### Task objective
No pictures in the copy, please: retype all the records exactly.

>>>

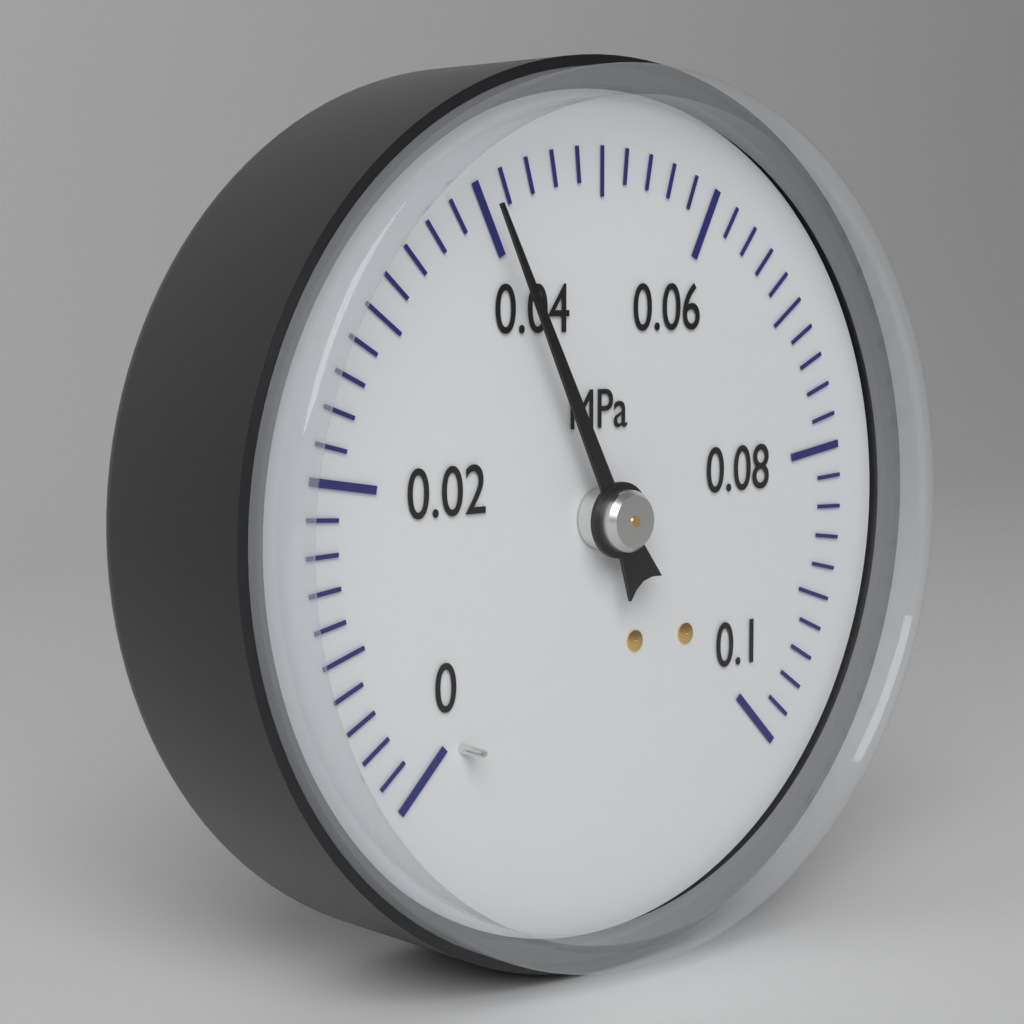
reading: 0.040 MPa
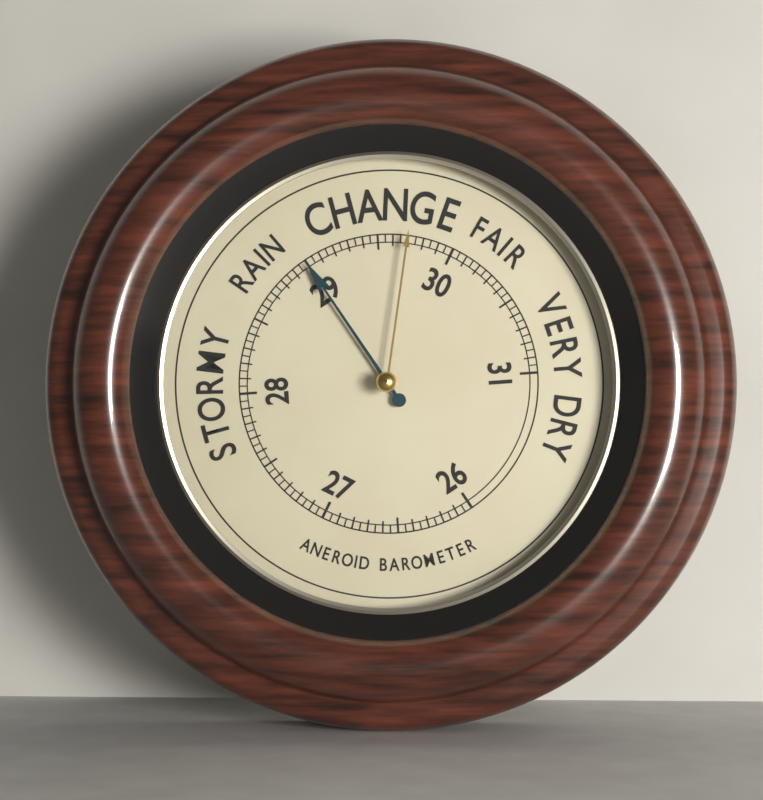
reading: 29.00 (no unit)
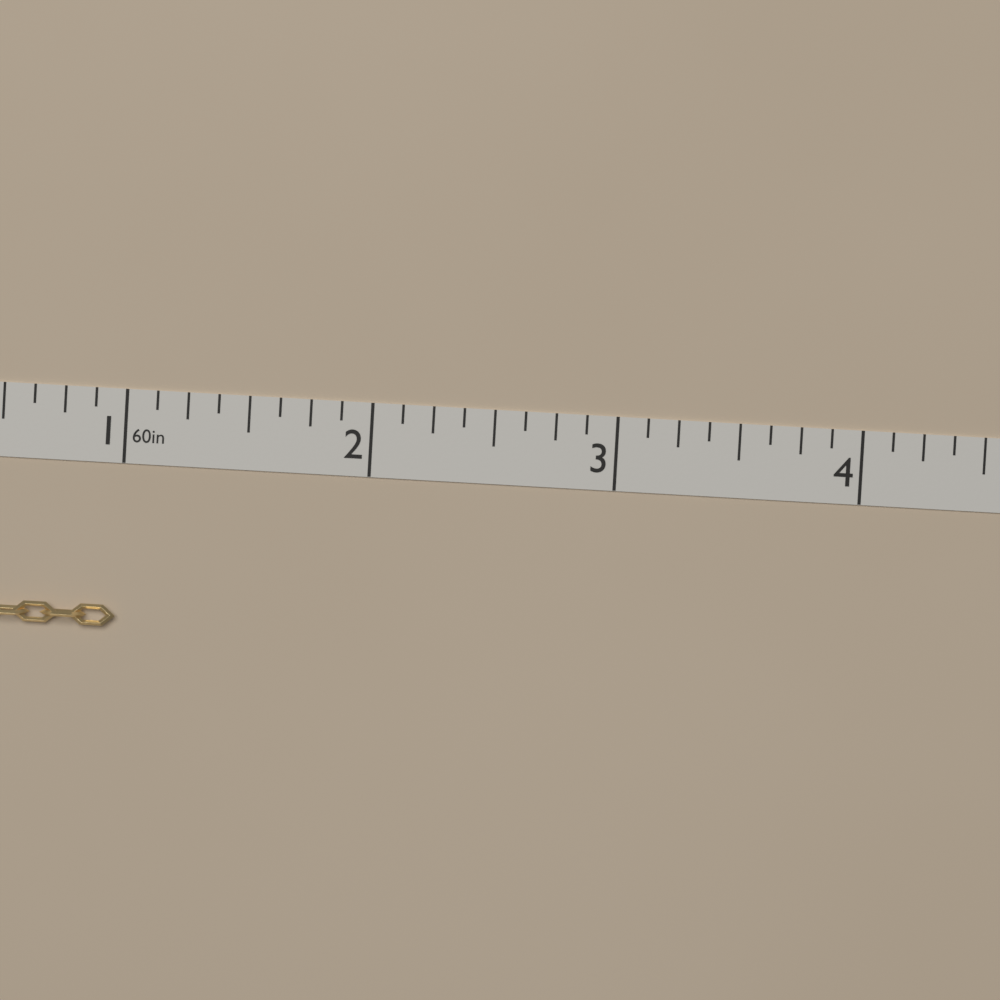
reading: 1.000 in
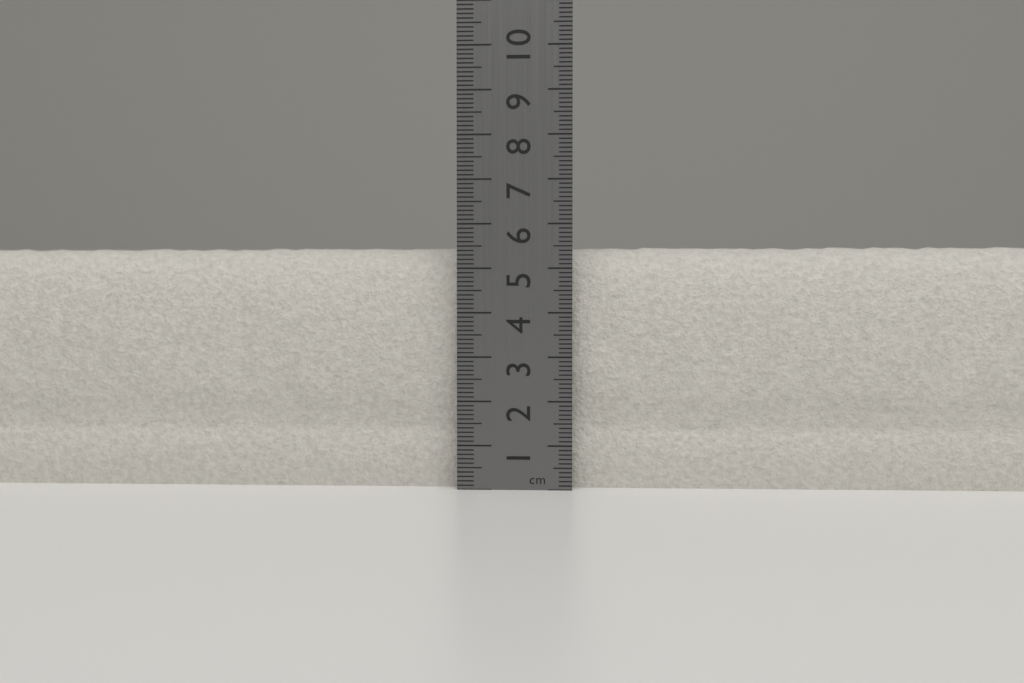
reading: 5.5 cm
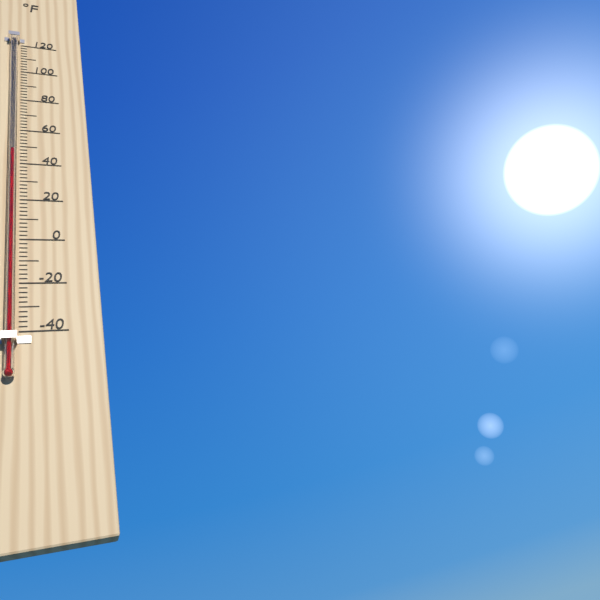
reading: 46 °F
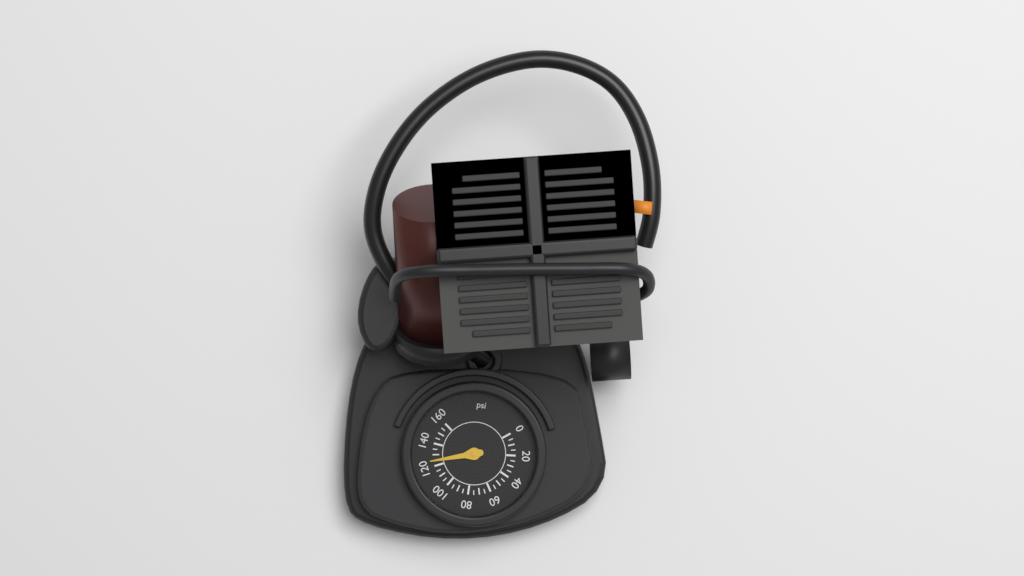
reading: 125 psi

<<<

### Solution for this exercise
reading: 0.040 MPa
reading: 29.00 (no unit)
reading: 1.000 in
reading: 5.5 cm
reading: 46 °F
reading: 125 psi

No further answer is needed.